CIA Drone Gets Taliban Leader in Payback for Deaths of Its Agents

Officials believe Pakstan Taliban leader Hakimullah Mehsud had a "very bad day."

ByABC News
February 1, 2010, 3:37 PM

Feb. 1, 2010 — -- The Pakistani Taliban is meeting to choose a new leader today after their chief appears to have died of wounds caused by a CIA drone strike, according to a Pakistani and an American official.

Hakimullah Mehsud was seriously injured in a mid-January drone attack, and the Pakistani officials have received "word of mouth" confirmation that he died in late January, as was first reported by ABC News last week.

The attack that injured Hakimullah Mehsud was part of a flurry of CIA airstrikes launched after a suicide bomber infiltrated a CIA base in Khost, Afghanistan, in late December and killed five CIA officers and two private security contractors, the deadliest attack on the CIA in more than 20 years.

Hakimullah Mehsud appeared in a video to take credit for that attack alongside the suicide bomber, a Jordanian double agent named Dr. Human Khalil al Malal al Bilawi.

After the devastating suicide bomber attacker, a CIA spokesman "vowed revenge."

"There are some very bad people who eventually are going to have a very bad day," one CIA official promised shortly after the Khost attack.

At least three names have been mentioned as Mehsud's successor. The new leader will become the group's third in just seven months. Mehsud's predecessor, Baitullah Mehsud, was also killed by a CIA drone strike last August.

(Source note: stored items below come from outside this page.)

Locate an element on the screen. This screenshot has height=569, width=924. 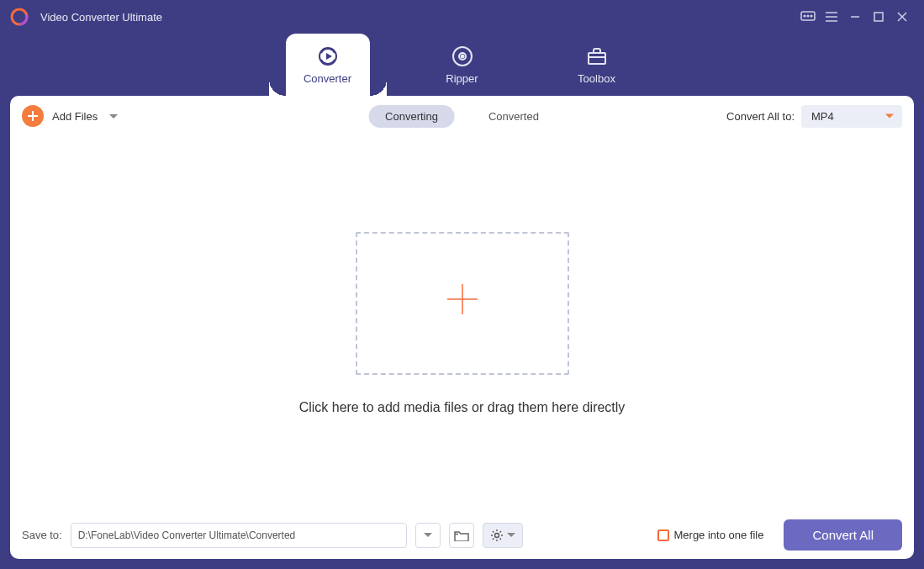
app-logo-icon is located at coordinates (19, 17).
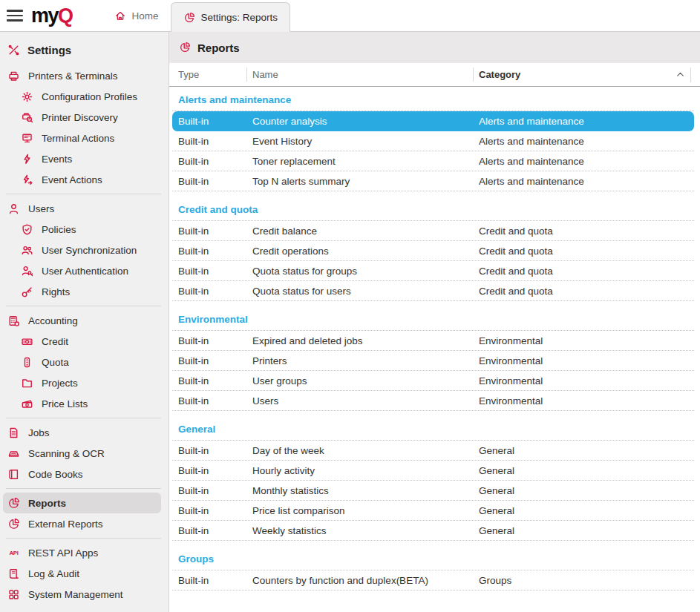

Mehsud's apparent death would mark another successful strike on senior al Qaeda and Taliban leadership by the covert drone program, which U.S. officials acknowledge is their most effective means to target commanders who carve safe havens out of the largely ungoverned Pakistani tribal areas. They say the program has killed at least 12 of a constantly updating list of 20 senior Taliban and al Qaeda commanders.

It would also signify that the CIA continues to work closely with the Pakistani spy agency, the ISI, a collaboration that is kept secret but increased in the months before Baitullah Mehsud was killed. U.S. officials acknowledge that that strike would not have been possible without ISI help, and the collaboration has continued on Pakistani Taliban targets.